Monday, February 6, 2012

Kentucky Fried Peace Process?














Well, Kentucky Fried Chicken has come to the Palestinians. H/T to the Snake's Mommy for bringing the news to my attention. Has anyone told Tony Blair?

On the culinary level, I never can understand the demand for American-style fast food in Arab cities. For my money, Arabs already have the world's best native fast food. Nevertheless, KFC's franchisee in Ramallah didn't have to invent* a Palestinian market for The Colonel's Original Recipe, since it's already familiar to locals who have traveled around the region.  

But on the political level, this development might finally test Thomas Friedman's kinda-kidding-but-kinda-serious Golden Arches Theory of Conflict Prevention, which postulates that no two countries that both have McDonald's have gone to war against each other since each got its McDonald's. The Palestinians don't happen to have McDonalds, so far as I can tell, but KFC will substitute very nicely. Call it Friedman's KFC Korollary.

Friedman's theory says that when a country reaches a certain level of economic development and has a middle class big enough to support American-style material consumption, its people will than prefer to wait at drive-up windows for greasy buckets of chicken rather than, say, fire home-made rockets into Israeli towns.

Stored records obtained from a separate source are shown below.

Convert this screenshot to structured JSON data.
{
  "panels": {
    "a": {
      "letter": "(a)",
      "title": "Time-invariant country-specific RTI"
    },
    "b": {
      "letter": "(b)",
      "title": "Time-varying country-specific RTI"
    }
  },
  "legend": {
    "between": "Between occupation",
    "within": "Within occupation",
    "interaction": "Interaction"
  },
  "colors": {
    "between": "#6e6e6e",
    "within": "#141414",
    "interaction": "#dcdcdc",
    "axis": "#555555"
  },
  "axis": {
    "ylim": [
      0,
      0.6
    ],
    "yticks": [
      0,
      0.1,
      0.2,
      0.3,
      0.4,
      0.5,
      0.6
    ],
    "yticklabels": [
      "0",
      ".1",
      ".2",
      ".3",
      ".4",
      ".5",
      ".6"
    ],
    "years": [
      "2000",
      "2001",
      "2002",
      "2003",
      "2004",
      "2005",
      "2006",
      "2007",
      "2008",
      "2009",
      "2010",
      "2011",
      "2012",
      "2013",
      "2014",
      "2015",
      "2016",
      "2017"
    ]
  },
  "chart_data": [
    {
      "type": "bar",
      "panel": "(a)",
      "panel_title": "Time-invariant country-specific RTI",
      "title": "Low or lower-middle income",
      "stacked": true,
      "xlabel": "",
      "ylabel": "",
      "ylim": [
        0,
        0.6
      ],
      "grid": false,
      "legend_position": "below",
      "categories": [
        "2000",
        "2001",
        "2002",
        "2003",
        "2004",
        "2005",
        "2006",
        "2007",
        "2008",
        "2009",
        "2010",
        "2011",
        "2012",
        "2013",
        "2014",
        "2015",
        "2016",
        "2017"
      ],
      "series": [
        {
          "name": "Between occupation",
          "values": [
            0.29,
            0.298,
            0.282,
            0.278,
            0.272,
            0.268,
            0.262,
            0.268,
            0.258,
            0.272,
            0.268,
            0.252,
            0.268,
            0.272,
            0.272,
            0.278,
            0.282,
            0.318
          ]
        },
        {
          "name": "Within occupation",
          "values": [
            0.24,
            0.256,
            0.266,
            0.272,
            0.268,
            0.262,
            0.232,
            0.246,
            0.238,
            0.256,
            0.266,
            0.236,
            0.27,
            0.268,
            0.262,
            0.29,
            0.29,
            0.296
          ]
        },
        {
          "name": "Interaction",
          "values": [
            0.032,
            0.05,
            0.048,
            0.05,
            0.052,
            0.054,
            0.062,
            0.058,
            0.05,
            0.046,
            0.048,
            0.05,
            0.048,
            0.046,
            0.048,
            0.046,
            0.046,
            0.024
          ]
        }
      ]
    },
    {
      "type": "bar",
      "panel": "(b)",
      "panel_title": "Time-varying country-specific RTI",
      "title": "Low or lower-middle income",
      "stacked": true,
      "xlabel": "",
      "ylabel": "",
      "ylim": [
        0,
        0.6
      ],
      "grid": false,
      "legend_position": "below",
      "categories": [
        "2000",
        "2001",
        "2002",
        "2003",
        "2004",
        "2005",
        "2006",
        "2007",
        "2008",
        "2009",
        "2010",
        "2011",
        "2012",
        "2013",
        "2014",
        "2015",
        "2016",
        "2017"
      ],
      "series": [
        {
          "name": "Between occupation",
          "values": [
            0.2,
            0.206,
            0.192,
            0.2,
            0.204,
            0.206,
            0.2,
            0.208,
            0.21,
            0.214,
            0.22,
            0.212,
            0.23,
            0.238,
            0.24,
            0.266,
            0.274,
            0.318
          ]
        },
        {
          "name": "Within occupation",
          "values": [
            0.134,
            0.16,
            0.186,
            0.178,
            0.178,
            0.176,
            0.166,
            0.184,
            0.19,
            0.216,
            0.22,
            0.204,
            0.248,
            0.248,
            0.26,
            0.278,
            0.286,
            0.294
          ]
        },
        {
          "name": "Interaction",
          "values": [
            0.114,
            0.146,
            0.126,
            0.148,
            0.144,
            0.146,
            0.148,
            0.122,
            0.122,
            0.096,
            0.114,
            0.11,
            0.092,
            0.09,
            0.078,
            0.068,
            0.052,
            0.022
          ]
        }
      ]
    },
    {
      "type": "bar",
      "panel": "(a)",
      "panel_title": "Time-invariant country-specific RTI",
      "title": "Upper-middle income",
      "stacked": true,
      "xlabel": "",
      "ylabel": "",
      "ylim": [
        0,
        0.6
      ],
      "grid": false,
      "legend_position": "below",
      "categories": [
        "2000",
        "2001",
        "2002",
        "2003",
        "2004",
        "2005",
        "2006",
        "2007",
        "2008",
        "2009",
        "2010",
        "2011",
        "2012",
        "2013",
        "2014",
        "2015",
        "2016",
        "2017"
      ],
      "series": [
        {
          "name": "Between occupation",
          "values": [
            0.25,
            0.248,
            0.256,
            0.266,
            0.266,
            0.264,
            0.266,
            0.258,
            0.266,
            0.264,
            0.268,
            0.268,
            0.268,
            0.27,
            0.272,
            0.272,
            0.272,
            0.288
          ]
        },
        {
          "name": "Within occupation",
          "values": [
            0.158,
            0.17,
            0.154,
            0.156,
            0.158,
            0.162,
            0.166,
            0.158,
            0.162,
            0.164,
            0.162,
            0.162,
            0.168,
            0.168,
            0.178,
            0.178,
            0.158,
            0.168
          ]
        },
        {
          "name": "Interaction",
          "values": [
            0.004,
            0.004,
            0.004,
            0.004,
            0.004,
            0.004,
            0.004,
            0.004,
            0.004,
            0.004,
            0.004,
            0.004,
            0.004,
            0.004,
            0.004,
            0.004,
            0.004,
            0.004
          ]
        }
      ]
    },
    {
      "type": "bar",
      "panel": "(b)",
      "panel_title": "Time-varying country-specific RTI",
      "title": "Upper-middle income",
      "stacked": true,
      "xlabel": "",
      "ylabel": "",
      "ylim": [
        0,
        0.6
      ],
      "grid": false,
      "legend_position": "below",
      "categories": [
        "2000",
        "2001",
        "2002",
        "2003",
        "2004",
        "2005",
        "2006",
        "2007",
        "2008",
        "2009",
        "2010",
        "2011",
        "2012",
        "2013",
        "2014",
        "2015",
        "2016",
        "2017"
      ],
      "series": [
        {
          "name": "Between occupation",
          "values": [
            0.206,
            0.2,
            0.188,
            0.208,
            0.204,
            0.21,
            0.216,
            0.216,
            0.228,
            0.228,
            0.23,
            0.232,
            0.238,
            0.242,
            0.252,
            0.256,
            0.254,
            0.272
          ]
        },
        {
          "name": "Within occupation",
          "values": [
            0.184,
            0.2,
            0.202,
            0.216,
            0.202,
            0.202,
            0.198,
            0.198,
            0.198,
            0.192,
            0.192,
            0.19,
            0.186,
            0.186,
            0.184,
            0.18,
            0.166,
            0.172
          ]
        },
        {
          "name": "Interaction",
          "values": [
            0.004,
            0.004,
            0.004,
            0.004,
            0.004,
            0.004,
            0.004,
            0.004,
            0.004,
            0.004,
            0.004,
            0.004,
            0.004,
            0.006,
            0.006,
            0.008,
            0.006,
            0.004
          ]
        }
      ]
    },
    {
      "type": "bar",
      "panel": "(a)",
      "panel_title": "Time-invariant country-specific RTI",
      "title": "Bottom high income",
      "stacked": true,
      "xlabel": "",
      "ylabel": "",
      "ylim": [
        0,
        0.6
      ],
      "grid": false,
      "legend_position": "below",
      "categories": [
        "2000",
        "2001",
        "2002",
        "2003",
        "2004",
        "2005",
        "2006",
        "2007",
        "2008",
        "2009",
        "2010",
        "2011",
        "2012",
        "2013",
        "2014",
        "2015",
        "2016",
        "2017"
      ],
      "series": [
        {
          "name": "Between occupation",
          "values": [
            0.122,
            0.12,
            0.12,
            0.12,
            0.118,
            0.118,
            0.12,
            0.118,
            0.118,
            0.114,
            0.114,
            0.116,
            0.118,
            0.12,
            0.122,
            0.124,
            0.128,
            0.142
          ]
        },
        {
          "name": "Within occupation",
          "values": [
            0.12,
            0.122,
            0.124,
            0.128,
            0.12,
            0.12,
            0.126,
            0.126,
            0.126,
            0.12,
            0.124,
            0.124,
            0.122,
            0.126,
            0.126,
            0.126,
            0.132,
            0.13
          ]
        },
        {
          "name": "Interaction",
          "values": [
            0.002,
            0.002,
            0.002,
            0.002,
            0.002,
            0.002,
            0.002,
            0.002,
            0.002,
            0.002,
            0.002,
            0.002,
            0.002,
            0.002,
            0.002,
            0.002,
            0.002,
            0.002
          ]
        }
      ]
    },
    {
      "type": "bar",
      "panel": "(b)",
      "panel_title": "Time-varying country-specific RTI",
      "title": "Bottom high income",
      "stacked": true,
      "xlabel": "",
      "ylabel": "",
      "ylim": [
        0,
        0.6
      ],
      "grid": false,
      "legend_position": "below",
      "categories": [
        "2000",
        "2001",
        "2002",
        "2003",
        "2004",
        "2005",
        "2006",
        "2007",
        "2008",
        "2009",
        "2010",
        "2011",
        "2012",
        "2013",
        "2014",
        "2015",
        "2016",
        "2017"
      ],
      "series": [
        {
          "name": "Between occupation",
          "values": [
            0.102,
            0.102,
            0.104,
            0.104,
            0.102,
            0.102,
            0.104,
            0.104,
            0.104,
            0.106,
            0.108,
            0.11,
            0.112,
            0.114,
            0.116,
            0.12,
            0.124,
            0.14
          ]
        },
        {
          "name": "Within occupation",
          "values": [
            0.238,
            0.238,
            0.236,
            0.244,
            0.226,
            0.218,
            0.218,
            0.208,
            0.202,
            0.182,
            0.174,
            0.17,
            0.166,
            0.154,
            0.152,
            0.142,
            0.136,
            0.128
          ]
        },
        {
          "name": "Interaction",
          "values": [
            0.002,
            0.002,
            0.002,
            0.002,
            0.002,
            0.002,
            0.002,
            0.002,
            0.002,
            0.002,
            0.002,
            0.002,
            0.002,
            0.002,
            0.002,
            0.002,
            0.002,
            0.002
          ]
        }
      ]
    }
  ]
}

I have my doubts about that. But, now it's kosher wings eyeball to eyeball with halah extra-crispy chicken strips, and anybody's guess who'll blink first.


* Here you go:

4 comments:

Anonymous said...

TSB:Thanks for catching me up on the logic of TF who I quit following after about the 3rd time he told me the next 6 months would be crucial to the outcome in Iraq.
Another great post!! gwb

Anonymous said...

TSB: This is great!! Dan is a good man and we finally have some army leaders unwilling to put up with the lies. gwb

http://armedforcesjournal.com/2012/02/8904030

John Burgess said...

The McDonalds hypothesis has been proved wrong for over 20 years. Just check the Former Yugoslavia for a start.

TSB said...

John,

Thanks for your comment. Friedman now says he wasn't all that serious about the McDonalds theory, and he has since gone on to the Dell Theory of Conflict Prevention, which has to do with supply chains.

The McDonalds theory was proven wrong even before The Lexus and The Olive Tree, if you count the U.S. action in Panama. Then there was Serbia, as you say, as well as Israel-Lebanon, Pakistan-India, Georgia-Russia, and probably some other conflicts as well.

We'll see if the supply chain hypothesis works out any better!